My gaze trails up his body as he strokeshis tie in agitation.I know every inch of this man, every freckle, birthmark and vein on his dick. How he sneezes after sex. I could write his medical records from memory.

Does Danielle know his dick veins too?

He wasn’t supposed to start dating again. He was supposed to become a fat monk.

“Status updates,” Max orders, turning his attention to the project managers sitting at the back, confidence fully restored. “Darren, the Mayfair project. Where are we with it?”

I can barely hear Max over the sound of my heartbeat in my ears,like a drumsmashing against my brain.

Who the fuck is Danielle?

Darren shifts uncomfortably in his seat. “All going well, boss. We’re preparing the preliminary cost estimates. I’ll perform a requirement drill-down with the team to ensure we’re singing from the same hymn sheet.” He nodscurtly in my direction. “Then we’ll finalise figures, dot the i’s, cross the t’s and present back.”

Huh? I have no idea what the fuck Darren’s saying.Scraping all his fingernails down the whiteboard would have achieved the same result.

“I’ve planned a workshop with Bonnie today,” Darren adds.

Calling it a workshop is a stretch. Ten minutes ago, Darren popped a fifteen-minute meeting in my diary. A meeting to say he’s in a meeting.

“Bonnie,” Max says sharply, rapping his knuckles on the desk like a headmaster. “Treat it as urgent. Do you need me to help prioritise workload?”

I stare back at Max in disbelief. Is he really going to get on my grill after that littleexposé?

“Bonnie and I can take this offline,” Darren cuts in before Max can detect that this full-blown workshop is a chat on the way to get coffee and some of the walnut cake they have in the cafeteria.

Darren takes everything offline, which means nothing will happen. He’ll give the same update phrased slightly differently next week.

He’d be a great politician.

Next up is Layla, the other project manager. Layla prefers to keep everything online, which means she’ll monopolise the meeting talking about her project in irrelevant detail.

Everyone drifts to faraway places while Max reins in Layla. Eighty percent of people are thinking about sex during meetings, and many of the scenarios involve other people in the room. It’s the same with conferences, weddings and funerals. That’s my theory.

I often wondered what co-workers thought of Max and me.

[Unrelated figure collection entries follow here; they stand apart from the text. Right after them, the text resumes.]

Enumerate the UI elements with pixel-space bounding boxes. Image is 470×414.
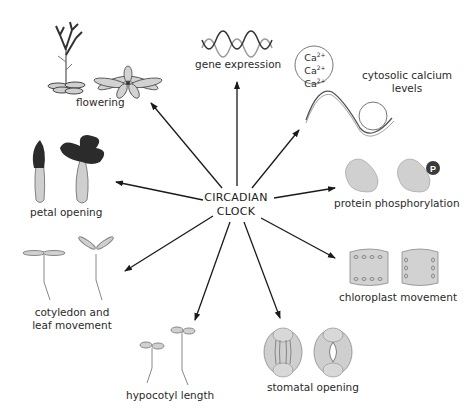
label-cytosolic-calcium: cytosolic calcium levels bbox=[352, 69, 462, 95]
ca-line-3: Ca2+ bbox=[297, 76, 333, 89]
arrow-petal-opening bbox=[116, 182, 203, 200]
label-chloroplast-movement: chloroplast movement bbox=[339, 291, 457, 304]
phosphate-badge-icon: P bbox=[426, 161, 440, 175]
label-petal-opening: petal opening bbox=[30, 206, 102, 219]
arrow-hypocotyl bbox=[195, 222, 230, 320]
flowering-plant-icon bbox=[48, 22, 85, 94]
center-line-1: CIRCADIAN bbox=[196, 191, 276, 205]
arrow-flowering bbox=[151, 103, 222, 188]
circadian-clock-label: CIRCADIAN CLOCK bbox=[196, 191, 276, 219]
label-stomatal-opening: stomatal opening bbox=[267, 381, 359, 394]
arrow-cotyledon bbox=[125, 216, 213, 271]
calcium-ions-text: Ca2+ Ca2+ Ca2+ bbox=[297, 50, 333, 89]
chloroplast-cells-icon bbox=[350, 249, 438, 286]
cotyledon-seedlings-icon bbox=[23, 235, 115, 300]
cotyledon-line-2: leaf movement bbox=[30, 319, 114, 332]
label-protein-phosphorylation: protein phosphorylation bbox=[334, 197, 460, 210]
label-flowering: flowering bbox=[76, 96, 125, 109]
arrow-stomatal bbox=[244, 222, 280, 318]
center-line-2: CLOCK bbox=[196, 205, 276, 219]
cotyledon-line-1: cotyledon and bbox=[30, 306, 114, 319]
ca-line-1: Ca2+ bbox=[297, 50, 333, 63]
arrow-chloroplast bbox=[261, 218, 335, 258]
petal-opening-icon bbox=[33, 135, 104, 203]
calcium-line-1: cytosolic calcium bbox=[352, 69, 462, 82]
label-hypocotyl-length: hypocotyl length bbox=[126, 389, 214, 402]
hypocotyl-seedlings-icon bbox=[140, 327, 195, 385]
dna-helix-icon bbox=[202, 31, 272, 57]
ca-line-2: Ca2+ bbox=[297, 63, 333, 76]
label-cotyledon-leaf-movement: cotyledon and leaf movement bbox=[30, 306, 114, 332]
stomata-icon bbox=[264, 328, 352, 377]
phospho-badge-label: P bbox=[430, 164, 436, 174]
calcium-line-2: levels bbox=[352, 82, 462, 95]
arrow-protein-phosphorylation bbox=[274, 188, 335, 198]
rosette-icon bbox=[93, 66, 162, 100]
arrow-calcium bbox=[252, 130, 299, 188]
protein-icon bbox=[345, 159, 430, 192]
label-gene-expression: gene expression bbox=[195, 58, 281, 71]
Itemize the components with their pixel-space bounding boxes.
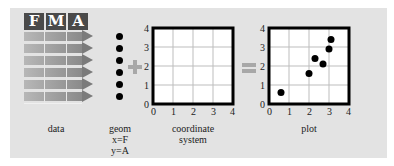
geom-mapping-y: y=A: [100, 145, 140, 156]
data-row: [24, 68, 82, 77]
point-icon: [116, 57, 123, 64]
y-tick: 1: [260, 81, 265, 91]
point-icon: [116, 69, 123, 76]
point-icon: [116, 81, 123, 88]
y-tick: 4: [260, 24, 265, 34]
scatter-plot: [266, 25, 354, 107]
x-tick: 3: [211, 107, 216, 117]
arrow-right-icon: [82, 90, 93, 102]
coordinate-system-label: coordinate: [163, 123, 223, 134]
column-header-a: A: [68, 13, 88, 30]
table-bottom-border: [24, 103, 82, 104]
point-icon: [116, 93, 123, 100]
data-label: data: [36, 123, 76, 134]
arrow-right-icon: [82, 66, 93, 78]
x-tick: 4: [230, 107, 235, 117]
geom-mapping-x: x=F: [100, 134, 140, 145]
y-tick: 3: [260, 43, 265, 53]
y-tick: 0: [144, 100, 149, 110]
plus-icon: [127, 59, 143, 75]
y-tick: 3: [144, 43, 149, 53]
y-tick: 4: [144, 24, 149, 34]
x-tick: 0: [267, 107, 272, 117]
arrow-right-icon: [82, 78, 93, 90]
data-row: [24, 56, 82, 65]
arrow-right-icon: [82, 42, 93, 54]
x-tick: 2: [307, 107, 312, 117]
x-tick: 2: [191, 107, 196, 117]
column-header-f: F: [24, 13, 44, 30]
arrow-right-icon: [82, 54, 93, 66]
point-icon: [116, 45, 123, 52]
column-divider: [44, 31, 45, 103]
column-divider: [66, 31, 67, 103]
plot-label: plot: [289, 123, 329, 134]
data-row: [24, 80, 82, 89]
x-tick: 0: [151, 107, 156, 117]
data-row: [24, 32, 82, 41]
coordinate-system-grid: [150, 25, 238, 107]
x-tick: 4: [346, 107, 351, 117]
arrow-right-icon: [82, 30, 93, 42]
geom-label: geom: [100, 123, 140, 134]
y-tick: 2: [260, 62, 265, 72]
y-tick: 0: [260, 100, 265, 110]
y-tick: 1: [144, 81, 149, 91]
coordinate-system-label-line2: system: [163, 134, 223, 145]
equals-icon: [241, 62, 257, 74]
column-header-m: M: [46, 13, 66, 30]
x-tick: 1: [171, 107, 176, 117]
x-tick: 1: [287, 107, 292, 117]
data-row: [24, 92, 82, 101]
point-icon: [116, 33, 123, 40]
x-tick: 3: [327, 107, 332, 117]
data-row: [24, 44, 82, 53]
y-tick: 2: [144, 62, 149, 72]
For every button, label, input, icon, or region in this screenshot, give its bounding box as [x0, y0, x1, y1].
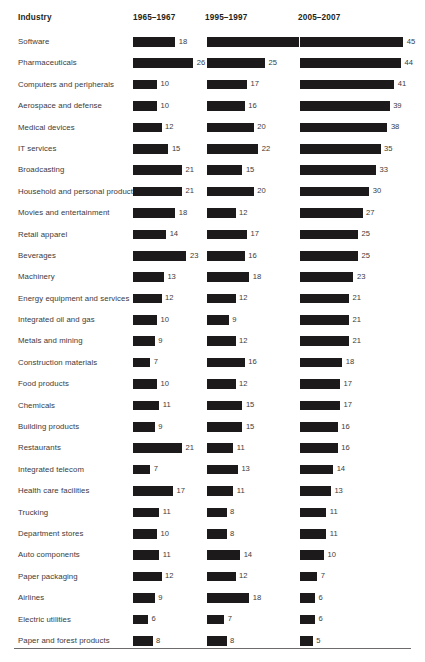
industry-label: IT services: [18, 144, 56, 154]
industry-label: Integrated oil and gas: [18, 315, 95, 325]
bar-cell-2005-2007: 13: [300, 485, 349, 497]
bar-1965-1967: [133, 144, 168, 154]
bar-1965-1967: [133, 208, 175, 218]
bar-value-1965-1967: 12: [165, 571, 173, 581]
bar-2005-2007: [300, 144, 381, 154]
table-row: Computers and peripherals101741: [0, 77, 425, 98]
bar-cell-1995-1997: 13: [207, 464, 256, 476]
column-header-1965-1967: 1965–1967: [133, 12, 175, 24]
table-header-row: Industry 1965–1967 1995–1997 2005–2007: [0, 12, 425, 28]
bar-cell-1965-1967: 18: [133, 207, 193, 219]
bar-1995-1997: [207, 315, 229, 325]
bar-1995-1997: [207, 80, 247, 90]
bar-cell-1995-1997: 14: [207, 549, 258, 561]
bar-2005-2007: [300, 615, 315, 625]
bar-cell-1965-1967: 10: [133, 79, 175, 91]
bar-2005-2007: [300, 529, 326, 539]
bar-1965-1967: [133, 593, 155, 603]
bar-cell-1965-1967: 11: [133, 400, 177, 412]
bar-1995-1997: [207, 486, 233, 496]
bar-1965-1967: [133, 123, 162, 133]
bar-value-1995-1997: 8: [230, 507, 234, 517]
bar-value-1995-1997: 8: [230, 636, 234, 646]
bar-cell-2005-2007: 23: [300, 271, 371, 283]
bar-2005-2007: [300, 443, 338, 453]
bar-1965-1967: [133, 550, 159, 560]
bar-1965-1967: [133, 508, 159, 518]
bar-value-1995-1997: 16: [248, 101, 256, 111]
bar-cell-2005-2007: 21: [300, 335, 367, 347]
bar-value-2005-2007: 30: [373, 186, 381, 196]
bar-2005-2007: [300, 636, 313, 646]
bar-1965-1967: [133, 358, 150, 368]
bar-cell-1965-1967: 13: [133, 271, 182, 283]
table-row: Pharmaceuticals262544: [0, 55, 425, 76]
bar-1965-1967: [133, 615, 148, 625]
bar-cell-1995-1997: 11: [207, 442, 251, 454]
bar-value-2005-2007: 17: [343, 400, 351, 410]
bar-value-2005-2007: 6: [319, 593, 323, 603]
bar-value-2005-2007: 5: [316, 636, 320, 646]
bar-value-1965-1967: 10: [161, 315, 169, 325]
bar-cell-2005-2007: 30: [300, 186, 387, 198]
bar-value-2005-2007: 21: [352, 315, 360, 325]
bar-cell-1965-1967: 7: [133, 464, 168, 476]
table-body: Software184045Pharmaceuticals262544Compu…: [0, 34, 425, 654]
bar-value-2005-2007: 16: [341, 422, 349, 432]
industry-label: Computers and peripherals: [18, 80, 114, 90]
bar-cell-1965-1967: 15: [133, 143, 186, 155]
bar-2005-2007: [300, 358, 342, 368]
table-row: Auto components111410: [0, 547, 425, 568]
bar-1995-1997: [207, 272, 249, 282]
bar-cell-1965-1967: 23: [133, 250, 204, 262]
bar-cell-2005-2007: 21: [300, 293, 367, 305]
bar-1965-1967: [133, 37, 175, 47]
bar-value-1995-1997: 13: [241, 464, 249, 474]
bar-cell-1965-1967: 17: [133, 485, 191, 497]
industry-label: Movies and entertainment: [18, 208, 110, 218]
bar-cell-1995-1997: 8: [207, 528, 245, 540]
bar-1995-1997: [207, 379, 236, 389]
bar-1965-1967: [133, 315, 157, 325]
table-row: Chemicals111517: [0, 398, 425, 419]
bar-value-1965-1967: 11: [163, 400, 171, 410]
table-row: Medical devices122038: [0, 120, 425, 141]
bar-cell-1995-1997: 12: [207, 571, 254, 583]
bar-cell-1995-1997: 17: [207, 229, 265, 241]
bar-value-2005-2007: 45: [407, 37, 415, 47]
bar-cell-2005-2007: 17: [300, 378, 358, 390]
table-row: Movies and entertainment181227: [0, 205, 425, 226]
bar-value-1995-1997: 12: [239, 379, 247, 389]
bar-cell-2005-2007: 10: [300, 549, 342, 561]
bar-value-1965-1967: 10: [161, 379, 169, 389]
bar-cell-1995-1997: 11: [207, 485, 251, 497]
bar-cell-2005-2007: 5: [300, 635, 331, 647]
bar-1965-1967: [133, 422, 155, 432]
bar-1965-1967: [133, 80, 157, 90]
bar-value-1995-1997: 16: [248, 251, 256, 261]
column-header-industry: Industry: [18, 12, 52, 24]
bar-value-1995-1997: 15: [246, 400, 254, 410]
bar-2005-2007: [300, 251, 358, 261]
table-row: Machinery131823: [0, 269, 425, 290]
bar-2005-2007: [300, 80, 394, 90]
bar-value-1995-1997: 11: [237, 443, 245, 453]
bar-cell-1995-1997: 25: [207, 57, 283, 69]
industry-label: Health care facilities: [18, 486, 89, 496]
bar-1995-1997: [207, 593, 249, 603]
bar-2005-2007: [300, 101, 390, 111]
bar-value-1965-1967: 11: [163, 550, 171, 560]
bar-cell-1995-1997: 22: [207, 143, 276, 155]
bar-value-1995-1997: 20: [257, 122, 265, 132]
bar-cell-1995-1997: 15: [207, 164, 260, 176]
bar-1965-1967: [133, 636, 153, 646]
bar-1995-1997: [207, 572, 236, 582]
bar-cell-1965-1967: 10: [133, 100, 175, 112]
table-row: Software184045: [0, 34, 425, 55]
bar-cell-2005-2007: 11: [300, 507, 344, 519]
table-row: Electric utilities676: [0, 612, 425, 633]
industry-label: Paper packaging: [18, 572, 78, 582]
bar-value-1995-1997: 11: [237, 486, 245, 496]
bar-value-2005-2007: 14: [337, 464, 345, 474]
bar-value-1995-1997: 25: [269, 58, 277, 68]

I suspect it’s lessfifty shades of office romanceand moreold married couple who schedule sex.

I guess that was the red flag.

With Max, there was no steamy elevator sex or sneaky boardroom leg rubbing under the table. No uncontrollable bouts of horniness or unexpected semis. Not once did we have to rush out to the stairway to claw off each other’s clothes.

On the clock, we talked shop. Off the clock, we talked about . . . quite a bit of shop.

Our sex life at home was decent enough, though. After years together, I never expected to be swinging from chandeliers, letting loud guttural moans rip through me in an Oscar-worthy performance.

But what we did have was stability. Max was simply, alwaysthere. A constitutional force in my life not to be questioned.

Nisha breathes angrily beside me as Layla rambles about a Notting Hill church conversion into luxury flats.

“That’s enough, Layla,” Max cuts in sharply. “If there are no escalations, let’s move on.”

“Can we talk about the Lexington project?” Nisha asks.

Everyone’s spine straightens. The Lexington East London project has been the buzz of the office for weeks. Wider than that, it’sthehot topic across the UK construction industry.

Everyone from politician to pop star is wading in with their opinion.

The Lexington Group, Europe’s largest property empire, conservatively valued at a humble seven billion, has bought huge swathes of land east of Canary Wharf, London’s version of Wall Street.

Right now, it’s old wharves and docks spread over thirty hectares, mostly brownfield land where youths skateboard and take drugs.